Thursday, November 14, 2013

Why Do We Have Two Countries?”

Popular Economics Weekly

 

Former CIA assistant director Mike Morell lamented on a recent CBS 60 Minutes that he didn’t understand why congressional Democrats and Republicans couldn’t work together to boost economic growth for “the good of the country” when our weak economy was the greatest problem facing US, above even terrorist threats.

“I don’t understand the inability of our government to make decisions that push our economy and society forward,” he said. “Our national security is more dependent on the strength of the economy and society than anything else.”

The real answer is that we are living in two countries at the moment, mainly divided into anti-government Republican Red states and pro-government Democratic Blue states. And the Red states are suffering, with the lowest per capita incomes, education levels, and everything else that modern economies need to thrive.

To be sure it’s about politics and Republican ideological intransigence. But in the Old South it’s also about fighting the last Civil War—which means preserving racism. They are getting their wish to secede from the union, but it’s economically rather than politically.

This is while those states depend on government most for their social safety needs, whether it is farm subsidies or food stamps and Medicare for their poorest populations. More government monies flow into their states than flow back to the federal government, in other words.

This is a little-known fact that puzzles economists. Why are the states most dependent on government aid most opposed to it, particularly to Obamacare and the expansion of Medicare?

“A South Carolina legislator put it bluntly earlier this year,” in a recent Huffington Post column. “State Rep. Kris Crawford told a business journal that he supports expansion, but said electoral math is the trump card. "It is good politics to oppose the black guy in the White House right now, especially for the Republican Party," he said.”

Most of the Red states also adamantly oppose the expansion of voters’ rights, union collective bargaining, better healthcare, immigrants’ rights, environmental regulation, abortion and women’s rights, as if they want to turn the clock back to the last century.

Government gridlock not only endangers our security, but the resultant inequality—greatest in the Red states—endangers our democratic system itself, needless to say. The CIA should know, as it has kept track of the economic well-being of nations in its World Factbook, with the U.S. now ranked below other developed countries in income equality, birth-death rates, longevity, and health outcomes.

The problem today is the huge amount of damage gridlock is doing to economic growth, from downgrades of government debt by Standard & Poor’s rating agency to reluctant consumer spending. Even Moody’s has put U.S. debt on credit watch. The Red and Blue states seem to still be fighting the Civil War all over again after 150 years, as I’ve said in past columns.

So the question is, government and the Congress should work for the good of whose country? Tea Partiers and southern politicians in particular want to take back “their” country. If that is their sentiment, we will have two countries living one century apart.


#### ABOUT THIS EXERCISE
Would you output all the entries below without altering a word?

Dataset entries on figures
=== Section Start ===

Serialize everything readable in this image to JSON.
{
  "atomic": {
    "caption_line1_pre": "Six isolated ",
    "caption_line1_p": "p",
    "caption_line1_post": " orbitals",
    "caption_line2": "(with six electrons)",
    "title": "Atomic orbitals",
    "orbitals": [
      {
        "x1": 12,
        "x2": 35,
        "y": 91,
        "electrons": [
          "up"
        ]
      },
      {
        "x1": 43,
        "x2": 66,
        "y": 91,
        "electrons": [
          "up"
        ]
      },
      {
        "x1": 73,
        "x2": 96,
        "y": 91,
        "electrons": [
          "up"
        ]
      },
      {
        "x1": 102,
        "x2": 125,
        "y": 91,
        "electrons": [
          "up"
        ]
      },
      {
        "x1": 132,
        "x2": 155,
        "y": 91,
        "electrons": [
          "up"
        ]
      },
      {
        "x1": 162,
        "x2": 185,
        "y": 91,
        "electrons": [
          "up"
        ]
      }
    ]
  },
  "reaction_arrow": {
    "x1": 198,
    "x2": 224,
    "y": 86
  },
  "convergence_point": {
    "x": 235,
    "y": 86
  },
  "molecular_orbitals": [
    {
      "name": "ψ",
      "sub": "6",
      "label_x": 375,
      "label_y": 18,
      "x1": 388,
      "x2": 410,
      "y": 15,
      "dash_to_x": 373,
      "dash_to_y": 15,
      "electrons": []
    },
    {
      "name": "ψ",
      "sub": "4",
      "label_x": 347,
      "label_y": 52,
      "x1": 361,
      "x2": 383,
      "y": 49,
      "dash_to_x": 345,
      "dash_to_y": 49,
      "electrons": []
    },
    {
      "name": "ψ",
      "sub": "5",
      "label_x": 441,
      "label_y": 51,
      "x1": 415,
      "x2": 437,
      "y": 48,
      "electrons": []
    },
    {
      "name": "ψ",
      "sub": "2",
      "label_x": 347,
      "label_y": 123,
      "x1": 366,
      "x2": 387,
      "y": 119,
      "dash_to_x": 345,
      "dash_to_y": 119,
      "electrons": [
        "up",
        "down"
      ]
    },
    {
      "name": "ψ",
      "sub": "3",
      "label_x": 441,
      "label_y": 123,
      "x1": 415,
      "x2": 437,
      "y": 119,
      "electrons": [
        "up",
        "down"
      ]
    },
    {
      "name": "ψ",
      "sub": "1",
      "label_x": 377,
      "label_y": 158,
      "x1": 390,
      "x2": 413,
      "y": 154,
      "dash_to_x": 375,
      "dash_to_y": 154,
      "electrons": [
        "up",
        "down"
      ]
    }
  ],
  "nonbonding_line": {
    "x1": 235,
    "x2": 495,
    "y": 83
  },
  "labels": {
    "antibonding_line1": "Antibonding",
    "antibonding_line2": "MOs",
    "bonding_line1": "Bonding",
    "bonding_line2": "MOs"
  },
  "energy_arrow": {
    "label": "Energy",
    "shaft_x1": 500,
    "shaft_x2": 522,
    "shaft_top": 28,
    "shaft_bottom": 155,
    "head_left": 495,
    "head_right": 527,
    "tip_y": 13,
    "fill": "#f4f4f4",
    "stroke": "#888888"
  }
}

=== Section End ===

#### ANSWER SPACE
Serialize everything readable in this image to JSON.
{
  "atomic": {
    "caption_line1_pre": "Six isolated ",
    "caption_line1_p": "p",
    "caption_line1_post": " orbitals",
    "caption_line2": "(with six electrons)",
    "title": "Atomic orbitals",
    "orbitals": [
      {
        "x1": 12,
        "x2": 35,
        "y": 91,
        "electrons": [
          "up"
        ]
      },
      {
        "x1": 43,
        "x2": 66,
        "y": 91,
        "electrons": [
          "up"
        ]
      },
      {
        "x1": 73,
        "x2": 96,
        "y": 91,
        "electrons": [
          "up"
        ]
      },
      {
        "x1": 102,
        "x2": 125,
        "y": 91,
        "electrons": [
          "up"
        ]
      },
      {
        "x1": 132,
        "x2": 155,
        "y": 91,
        "electrons": [
          "up"
        ]
      },
      {
        "x1": 162,
        "x2": 185,
        "y": 91,
        "electrons": [
          "up"
        ]
      }
    ]
  },
  "reaction_arrow": {
    "x1": 198,
    "x2": 224,
    "y": 86
  },
  "convergence_point": {
    "x": 235,
    "y": 86
  },
  "molecular_orbitals": [
    {
      "name": "ψ",
      "sub": "6",
      "label_x": 375,
      "label_y": 18,
      "x1": 388,
      "x2": 410,
      "y": 15,
      "dash_to_x": 373,
      "dash_to_y": 15,
      "electrons": []
    },
    {
      "name": "ψ",
      "sub": "4",
      "label_x": 347,
      "label_y": 52,
      "x1": 361,
      "x2": 383,
      "y": 49,
      "dash_to_x": 345,
      "dash_to_y": 49,
      "electrons": []
    },
    {
      "name": "ψ",
      "sub": "5",
      "label_x": 441,
      "label_y": 51,
      "x1": 415,
      "x2": 437,
      "y": 48,
      "electrons": []
    },
    {
      "name": "ψ",
      "sub": "2",
      "label_x": 347,
      "label_y": 123,
      "x1": 366,
      "x2": 387,
      "y": 119,
      "dash_to_x": 345,
      "dash_to_y": 119,
      "electrons": [
        "up",
        "down"
      ]
    },
    {
      "name": "ψ",
      "sub": "3",
      "label_x": 441,
      "label_y": 123,
      "x1": 415,
      "x2": 437,
      "y": 119,
      "electrons": [
        "up",
        "down"
      ]
    },
    {
      "name": "ψ",
      "sub": "1",
      "label_x": 377,
      "label_y": 158,
      "x1": 390,
      "x2": 413,
      "y": 154,
      "dash_to_x": 375,
      "dash_to_y": 154,
      "electrons": [
        "up",
        "down"
      ]
    }
  ],
  "nonbonding_line": {
    "x1": 235,
    "x2": 495,
    "y": 83
  },
  "labels": {
    "antibonding_line1": "Antibonding",
    "antibonding_line2": "MOs",
    "bonding_line1": "Bonding",
    "bonding_line2": "MOs"
  },
  "energy_arrow": {
    "label": "Energy",
    "shaft_x1": 500,
    "shaft_x2": 522,
    "shaft_top": 28,
    "shaft_bottom": 155,
    "head_left": 495,
    "head_right": 527,
    "tip_y": 13,
    "fill": "#f4f4f4",
    "stroke": "#888888"
  }
}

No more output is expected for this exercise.